◆ SUPPLIED DATA
⟨

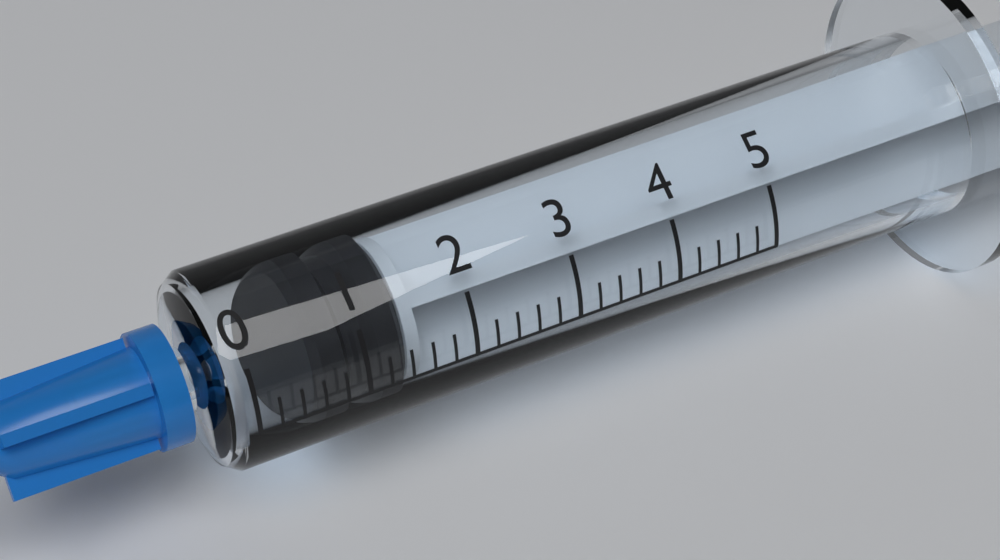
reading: 0.6 (no unit)
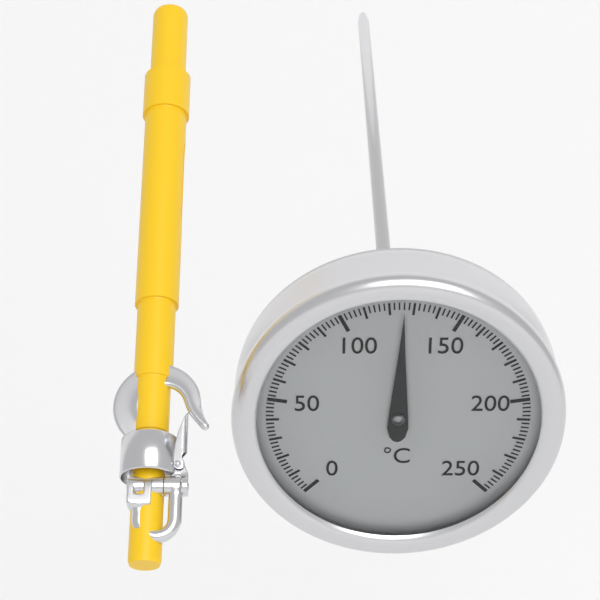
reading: 126 °C
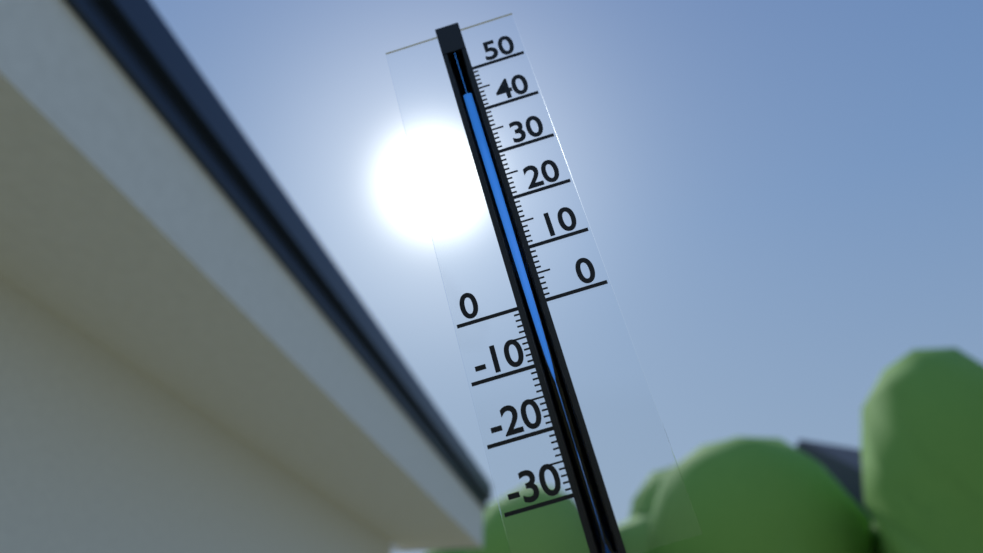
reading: 44 (no unit)
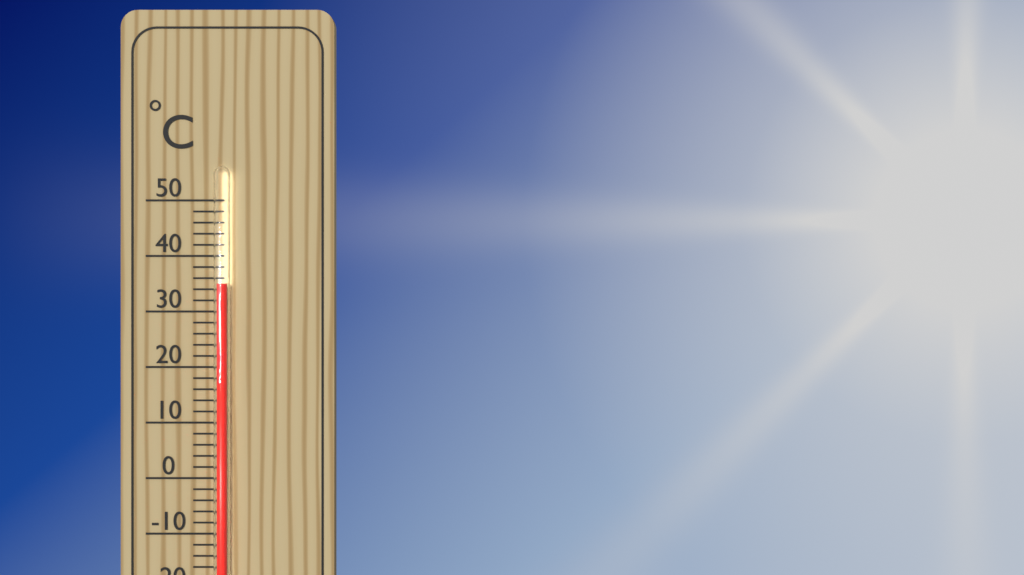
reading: 35 °C
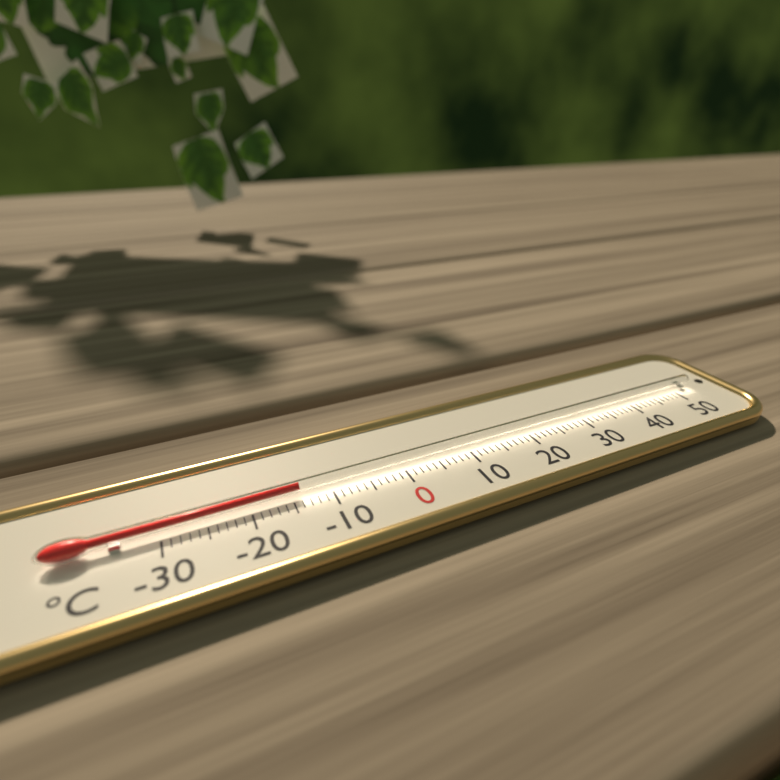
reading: -14 °C
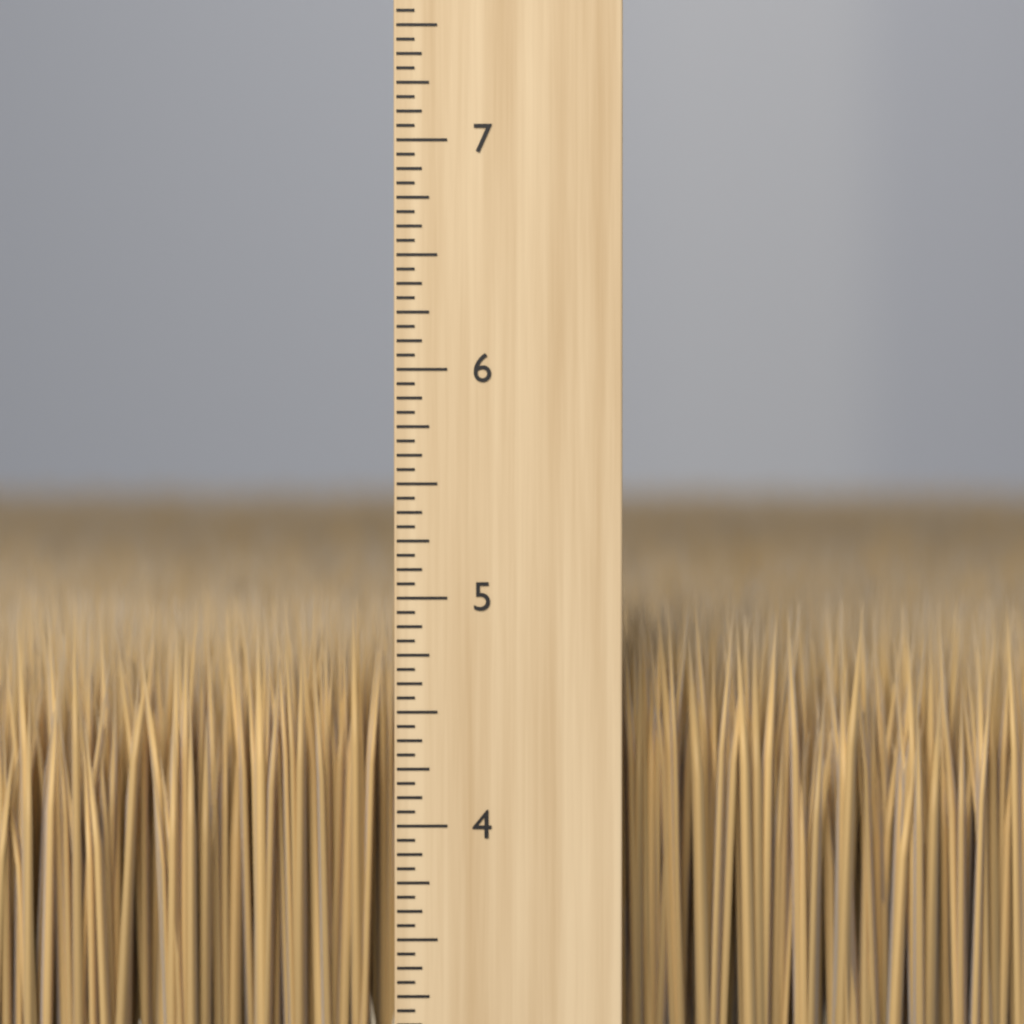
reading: 5.0000 inch
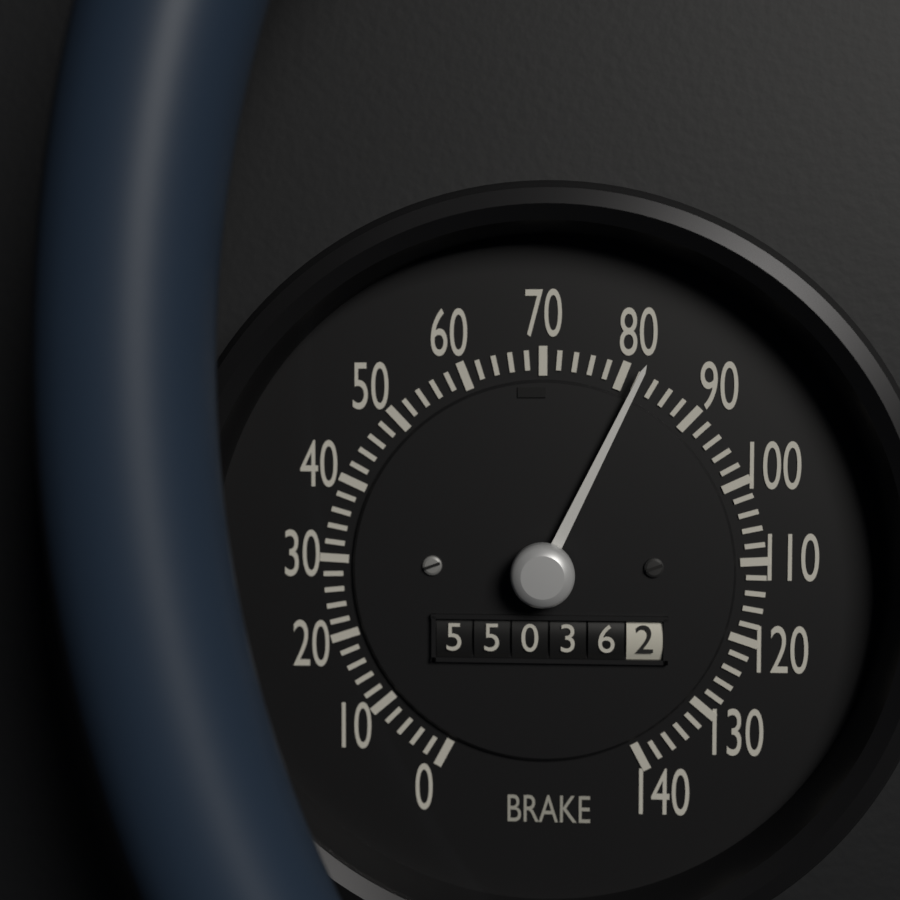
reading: 82 (no unit)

⟩

◆ EXERCISE GOAL
Would you restate the records above word for word and exclude the pictures?

◆ SOLUTION TO THIS EXERCISE
reading: 0.6 (no unit)
reading: 126 °C
reading: 44 (no unit)
reading: 35 °C
reading: -14 °C
reading: 5.0000 inch
reading: 82 (no unit)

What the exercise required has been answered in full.